By Casey Lawrence
Goddamn, was I ever thirsty at eighteen.
So desperate was I to stop the burning, I’d take any glass offered to me—
Filled with vodka or rainbow-shining oil, it all felt the same dripping down my throat.
When I was nineteen, he was my first beer.
It was a hot, hot day and I was so thirsty.
The more I drank the more I needed him.
Dehydration getting worse even as I drank—
Every sip soothing, every gulp doing more damage.
I would drink from him every chance that I got; I was addicted.
I used up my precious resources making sure I had enough to drink.
It wasn’t foul oil or burning scotch, but my body withered anyway.
My heart pumped wildly when I saw him, and when he offered me that cup—
I was done for. I, who was so thirsty,
Drank from that poisoned well for three years.
I didn’t know I was drowning until I met you.
He had offered me an innertube and promised me a lake
But all I ever got from him was saltwater.
I waded in his ocean, thought his world so expansive that I would find
Something, anything to anchor me as my skin burned in the sun—
Wouldn’t you kill for a nice, cold beer?
These are metaphors. There was no desert but I wandered and wondered
If I would ever quench the burning thirst in my throat.
If I would ever fill the growing void in my heart.
I just wanted to be loved. I just wanted to be wanted.
This poem isn’t a love song but a joke, and this is the punchline:
You are a fountain.
Your hands make a cup and lift water to my lips:
Lips cracked, sundried, feel the coolness and don’t even recognize water.
They have gone so long without.
You are my water, and that sounds incredibly boring
But I can’t think of a single taste as sweet.
You are my water, you have become essential in so short a time
I don’t know how I survived before you
When I was so thirsty.
It isn’t about the thunder in my ears growing silent when you whisper.
It isn’t about missing you when you are out of arms’ reach.
It isn’t about feeling loved in your arms, though I hugged myself for years.
And it isn’t even about sex, though I want you to fuck me—
Now. Right now. I want you. Now and forever.
I am never satisfied, never loved enough.
Casey Lawrence is a 22-year-old Canadian university student completing a Master’s degree in English Literature. She is the author of two bi+ YA novels, Out of Order (2015) and Order in the Court (2016), published by Harmony Ink Press. Last year she co-edited an anthology of poetry reacting to the 2016 US election, 11/9: The Fall of American Democracy, to raise money for RAINN, the nation’s largest anti-sexual violence organization, and the ACLU, the nonprofit organization defending the constitutional rights of Americans. It can be purchased on Amazon at www.amazon.com/11-9-FallAmerican-Democracy/dp/1521474060.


What to work on
Scan the material for the word "head", then return every line where it appears.

=== Begin Enclosure ===

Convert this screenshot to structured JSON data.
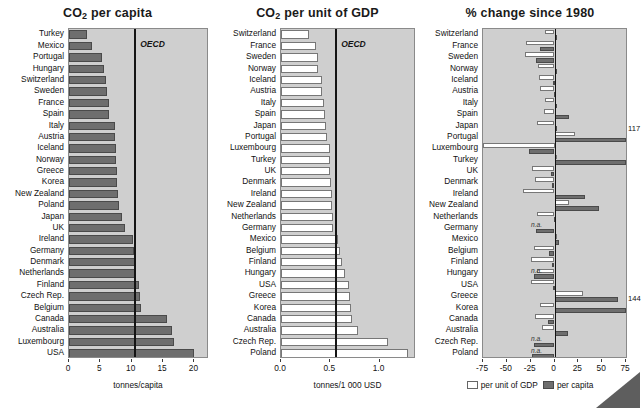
{
  "chart_data": [
    {
      "type": "bar",
      "title": "CO2 per capita",
      "title_html": "CO₂ per capita",
      "orientation": "horizontal",
      "xlabel": "tonnes/capita",
      "ylabel": "",
      "xlim": [
        0,
        22
      ],
      "xticks": [
        0,
        5,
        10,
        15,
        20
      ],
      "xticklabels": [
        "0",
        "5",
        "10",
        "15",
        "20"
      ],
      "grid": false,
      "series_name": "per capita",
      "series_color": "#6e6e6e",
      "reference_line": {
        "label": "OECD",
        "value": 10.4
      },
      "categories": [
        "Turkey",
        "Mexico",
        "Portugal",
        "Hungary",
        "Switzerland",
        "Sweden",
        "France",
        "Spain",
        "Italy",
        "Austria",
        "Iceland",
        "Norway",
        "Greece",
        "Korea",
        "New Zealand",
        "Poland",
        "Japan",
        "UK",
        "Ireland",
        "Germany",
        "Denmark",
        "Netherlands",
        "Finland",
        "Czech Rep.",
        "Belgium",
        "Canada",
        "Australia",
        "Luxembourg",
        "USA"
      ],
      "values": [
        2.9,
        3.6,
        5.3,
        5.6,
        5.9,
        6.0,
        6.3,
        6.4,
        7.3,
        7.4,
        7.5,
        7.5,
        7.6,
        7.6,
        7.8,
        7.9,
        8.5,
        9.0,
        10.2,
        10.3,
        10.5,
        10.6,
        11.1,
        11.3,
        11.5,
        15.6,
        16.4,
        16.7,
        20.0
      ],
      "unit": "tonnes/capita"
    },
    {
      "type": "bar",
      "title": "CO2 per unit of GDP",
      "title_html": "CO₂ per unit of GDP",
      "orientation": "horizontal",
      "xlabel": "tonnes/1 000 USD",
      "ylabel": "",
      "xlim": [
        0,
        1.35
      ],
      "xticks": [
        0.0,
        0.5,
        1.0
      ],
      "xticklabels": [
        "0.0",
        "0.5",
        "1.0"
      ],
      "grid": false,
      "series_name": "per unit of GDP",
      "series_color": "#ffffff",
      "reference_line": {
        "label": "OECD",
        "value": 0.55
      },
      "categories": [
        "Switzerland",
        "France",
        "Sweden",
        "Norway",
        "Iceland",
        "Austria",
        "Italy",
        "Spain",
        "Japan",
        "Portugal",
        "Luxembourg",
        "Turkey",
        "UK",
        "Denmark",
        "Ireland",
        "New Zealand",
        "Netherlands",
        "Germany",
        "Mexico",
        "Belgium",
        "Finland",
        "Hungary",
        "USA",
        "Greece",
        "Korea",
        "Canada",
        "Australia",
        "Czech Rep.",
        "Poland"
      ],
      "values": [
        0.28,
        0.36,
        0.38,
        0.38,
        0.42,
        0.42,
        0.44,
        0.45,
        0.46,
        0.47,
        0.5,
        0.5,
        0.5,
        0.51,
        0.52,
        0.52,
        0.53,
        0.53,
        0.58,
        0.6,
        0.62,
        0.65,
        0.69,
        0.7,
        0.71,
        0.72,
        0.78,
        1.09,
        1.29
      ],
      "unit": "tonnes/1 000 USD"
    },
    {
      "type": "bar",
      "title": "% change since 1980",
      "title_html": "% change since 1980",
      "orientation": "horizontal",
      "grouped": true,
      "xlabel": "",
      "ylabel": "",
      "xlim": [
        -75,
        75
      ],
      "xticks": [
        -75,
        -50,
        -25,
        0,
        25,
        50,
        75
      ],
      "xticklabels": [
        "-75",
        "-50",
        "-25",
        "0",
        "25",
        "50",
        "75"
      ],
      "grid": false,
      "zero_line": 0,
      "legend": [
        "per unit of GDP",
        "per capita"
      ],
      "legend_position": "bottom",
      "categories": [
        "Switzerland",
        "France",
        "Sweden",
        "Norway",
        "Iceland",
        "Austria",
        "Italy",
        "Spain",
        "Japan",
        "Portugal",
        "Luxembourg",
        "Turkey",
        "UK",
        "Denmark",
        "Ireland",
        "New Zealand",
        "Netherlands",
        "Germany",
        "Mexico",
        "Belgium",
        "Finland",
        "Hungary",
        "USA",
        "Greece",
        "Korea",
        "Canada",
        "Australia",
        "Czech Rep.",
        "Poland"
      ],
      "series": [
        {
          "name": "per unit of GDP",
          "color": "#ffffff",
          "values": [
            -10,
            -30,
            -31,
            -17,
            -16,
            -15,
            -10,
            -11,
            -18,
            22,
            -75,
            3,
            -24,
            -20,
            -33,
            15,
            -18,
            null,
            0,
            -22,
            -25,
            -18,
            -25,
            30,
            -15,
            -20,
            -13,
            null,
            null
          ]
        },
        {
          "name": "per capita",
          "color": "#6e6e6e",
          "values": [
            3,
            -15,
            -19,
            3,
            -2,
            -1,
            2,
            15,
            2,
            117,
            -27,
            144,
            -4,
            -3,
            32,
            47,
            -1,
            -19,
            5,
            -6,
            -3,
            -22,
            -2,
            67,
            144,
            -7,
            14,
            -21,
            -24
          ]
        }
      ],
      "annotations": [
        {
          "category": "Portugal",
          "series": "per capita",
          "text": "117"
        },
        {
          "category": "Korea",
          "series": "per capita",
          "text": "144"
        }
      ],
      "na_markers": [
        {
          "category": "Germany",
          "series": "per unit of GDP",
          "text": "n.a."
        },
        {
          "category": "Hungary",
          "series": "per unit of GDP",
          "text": "n.a."
        },
        {
          "category": "Czech Rep.",
          "series": "per unit of GDP",
          "text": "n.a."
        },
        {
          "category": "Poland",
          "series": "per unit of GDP",
          "text": "n.a."
        }
      ],
      "unit": "%"
    }
  ]
}
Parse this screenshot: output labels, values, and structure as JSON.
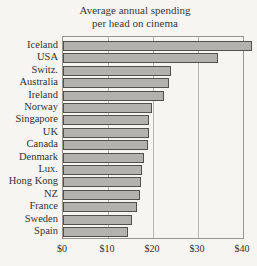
{
  "page": {
    "background_color": "#f6f5f2",
    "bar_fill_color": "#b3b2ae",
    "bar_border_color": "#52524c",
    "axis_border_color": "#97978f",
    "gridline_color": "#b9b9b4",
    "text_color": "#33332f"
  },
  "chart_data": {
    "type": "bar",
    "orientation": "horizontal",
    "title": "Average annual spending per head on cinema",
    "title_lines": [
      "Average annual spending",
      "per head on cinema"
    ],
    "categories": [
      "Iceland",
      "USA",
      "Switz.",
      "Australia",
      "Ireland",
      "Norway",
      "Singapore",
      "UK",
      "Canada",
      "Denmark",
      "Lux.",
      "Hong Kong",
      "NZ",
      "France",
      "Sweden",
      "Spain"
    ],
    "values": [
      42,
      34.5,
      24,
      23.5,
      22.5,
      19.8,
      19.2,
      19,
      18.9,
      18,
      17.5,
      17.3,
      17,
      16.5,
      15.3,
      14.5
    ],
    "value_unit": "$",
    "xlabel": "",
    "ylabel": "",
    "x_ticks": [
      "$0",
      "$10",
      "$20",
      "$30",
      "$40"
    ],
    "x_tick_values": [
      0,
      10,
      20,
      30,
      40
    ],
    "xlim": [
      0,
      40
    ],
    "grid": true,
    "legend": "none",
    "note": "Iceland bar extends slightly beyond the $40 plot boundary"
  }
}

=== End Enclosure ===

Exercise solution
    "title": "Average annual spending per head on cinema",
      "per head on cinema"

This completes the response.